Once upon a time in the 1970s, LIAT offered a round-trip to 23 islands for EC $365, within the time limit of 14 0r 30 days; and a flight from Castries to Vieux Fort on the Inter-island Air Services (IAS) cost EC $17.

Today, however, it can cost more to fly to Dominica than to Miami and it’s generally cheaper to fly to the USA than some Caribbean destinations; you still have to fly to the USA to get to The Bahamas, Belize or Haiti; and we still must (pay to) fly to Miami for an affordable cruise (that might even include a call at our home port).

It would seem to me that now that we are weeping and wailing and moaning and gnashing our teeth about visitors not coming like before, this is also the right time for the Caribbean to start selling itself, in a more real way, to its people.

Stuck between here and nowhere, when traditional visitors we are depending on are picking-and-choosing and simply waiting for the best offers to start flowing after COVID protocols are lifted, what do we do?

Do we simply wait for the faithful but aging returning visitor to return again, or do our governments start to smell the coffee and really start brewing new ideas make intra-regional travel more tasty — and simply affordable.

The creativity and innovation levels that brought the region’s tourism industry to where it’s at today is more in demand now than ever, to create new ways to solve the old problem of making travel through the region cheaper and more affordable for Caribbean people.

After all, why should 65% of airline tickets be taxes? And why must Caribbean people have to pay the same US $75 travel tax as visitors?

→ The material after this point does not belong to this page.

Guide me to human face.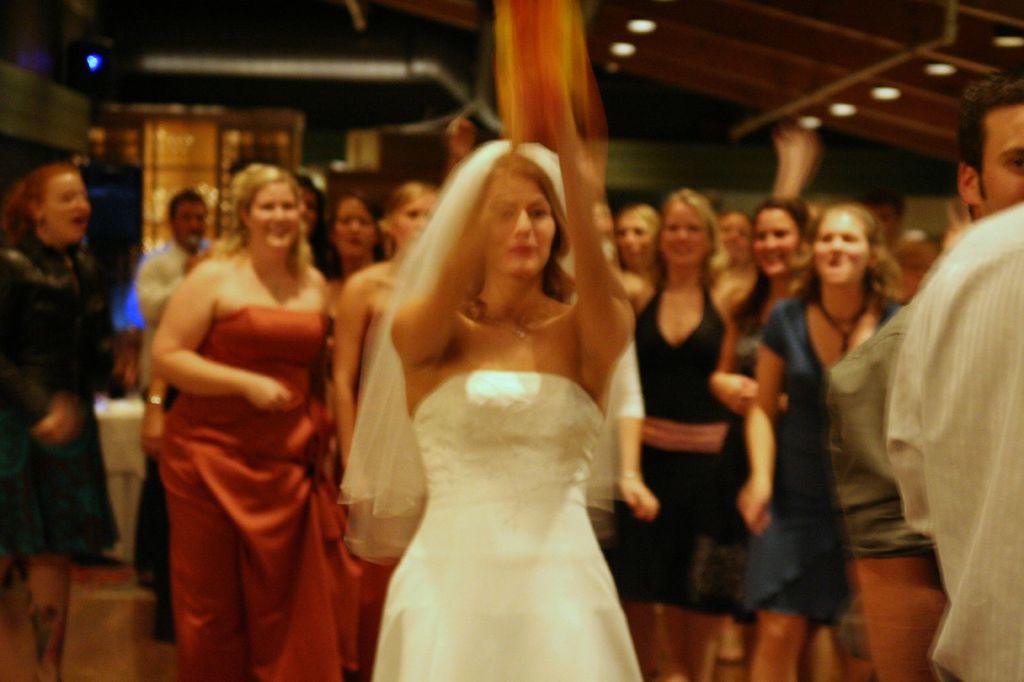
Guidance: [980,107,1023,211].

Why do Caribbean travelers still have to demand ‘Hassle Free’ travel through some Caribbean ports?

And why should LIAT have to be forced to land, grounded and forced to bite the dust after 60 years flying high, because of stiff competition from young and old vultures preying on the same rotting corpse?

Don’t wait till tomorrow, start thinking (and worrying) today about how Caribbean tourism and the region’s economies will survive, not only on World Tourism Day 2020, but for every day thereafter that COVID-19 keeps the industry under lockdown and economies in a global vice grip.